One of the two young girls picked up by the government (on suspicion of terrorism) re-appeared in her Harlem neighborhood in May. Sixteen year old Guinean immigrant Adama Bah was released by the Feds without explanation (and she’s under court order not to talk about it). Her friend Tashnuba Hayder was deported back to Bangladesh. Her classmates missed her and let her know recently via an impressive art exhibit they prepared to tell her story. The New York Times reported a few days ago (tip from Priya):
When Adama Bah’s schoolmates decided to make a public artwork project about her case last spring, she and another 16-year-old girl were being held by the federal government after it had identified them, without explanation, as potential suicide bombers.
“We didn’t know if we would ever see her again,” said Kimberly Lane, who was then an art teacher at the school, the Heritage School in East Harlem, where many viewed Adama’s detention as unjust and incomprehensible. “This was a way for the students to use art to speak out at a time when a lot of people, including adults, were afraid to do anything.”
The result towers over anything that most people would expect high school students to produce. At Columbia University’s Teachers College, where the work is on display through Thursday, the director of art education, Prof. Judith M. Burton, says it reminds her of Rodin’s “Burghers of Calais.”
Life after being thrown in jail without explanation isn’t easy on a poor immigrant family as you can imagine:
“I asked the students why are they doing that,” Adama recalled. “They said they just wanted to let my story be heard and help me out.”
These days, Adama acknowledges that her family is in difficult financial straits. The telephone has been shut off and her mother stays late at her trinket stand in Brooklyn, trying to earn enough to buy groceries for Adama and four younger children. But Adama was bubbling over about her summer job, reading to children at Bellevue Hospital Center.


● REQUIRED ACTION
First find the line with "Give me the detection coordinates for <element>window</element>.", then reproduce it and all following lines of the data to the end, exactly and with no pictures, adding nothing.

----

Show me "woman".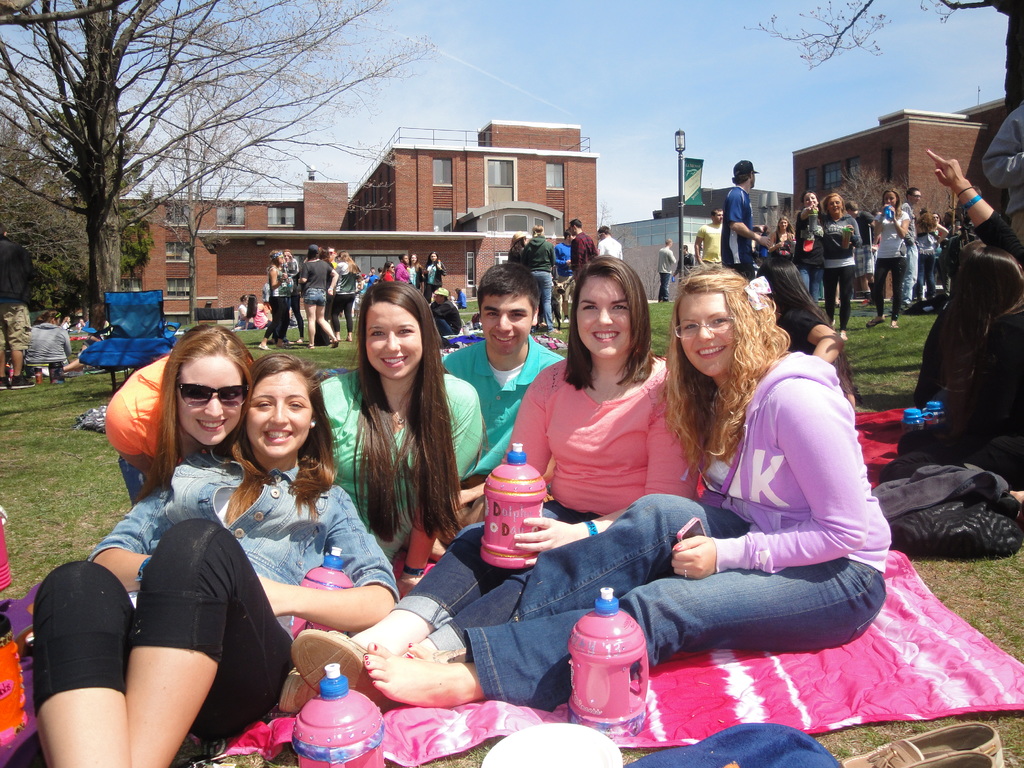
"woman" is here: (769,220,797,254).
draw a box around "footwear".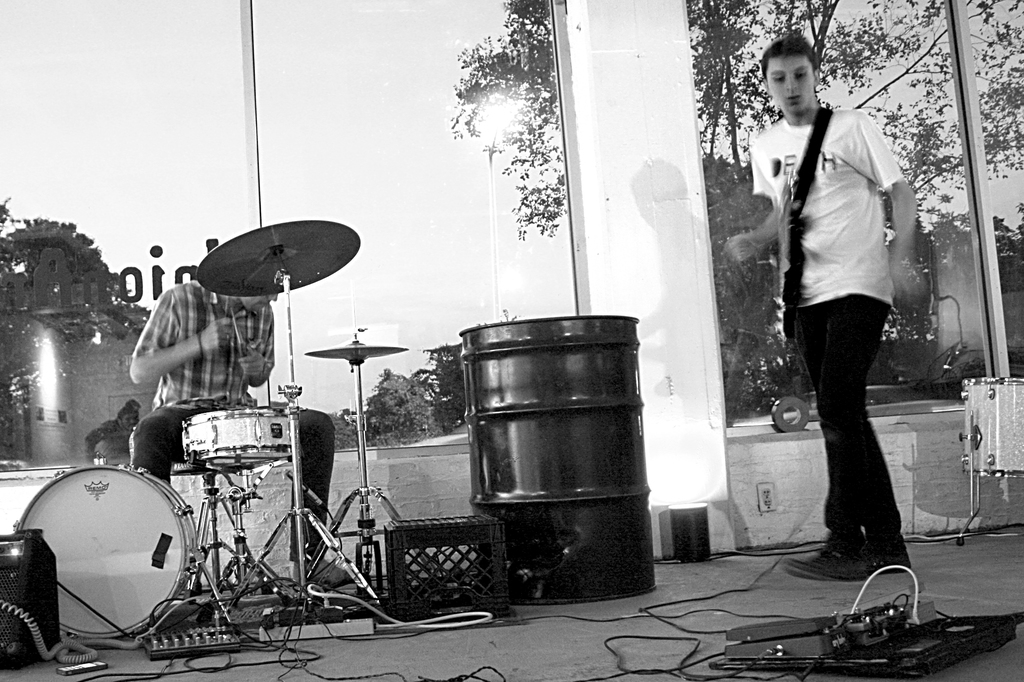
285,555,358,591.
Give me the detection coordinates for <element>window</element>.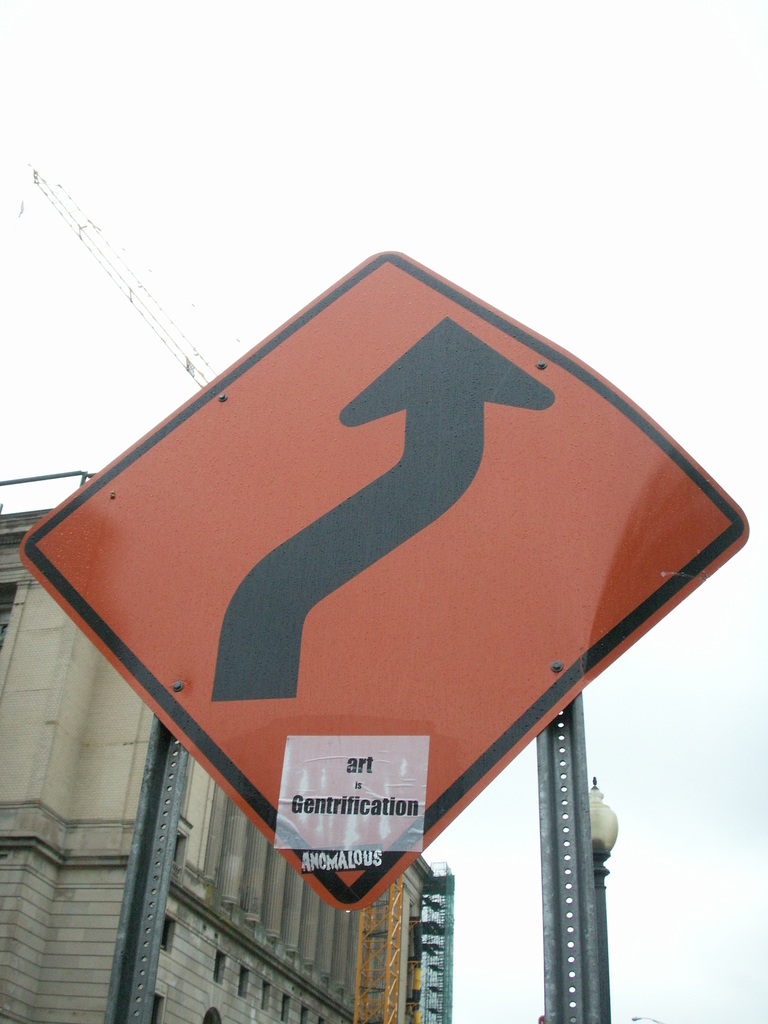
(173,826,189,884).
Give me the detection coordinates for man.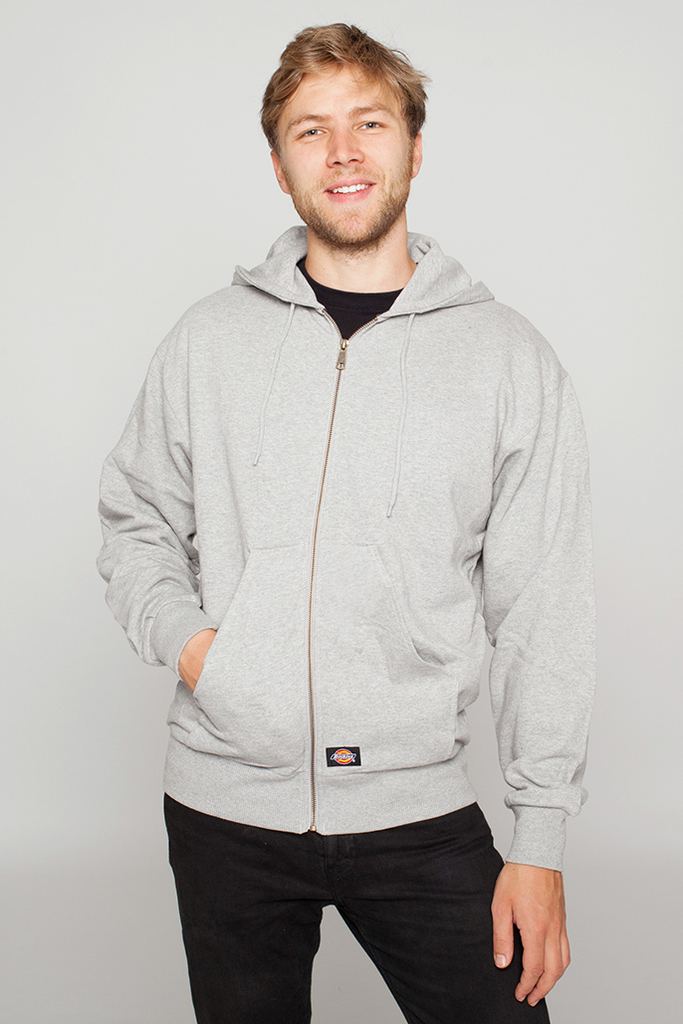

----

● TASK RESULT
Give me the detection coordinates for <element>window</element>.
(173,826,189,884).
Give me the detection coordinates for man.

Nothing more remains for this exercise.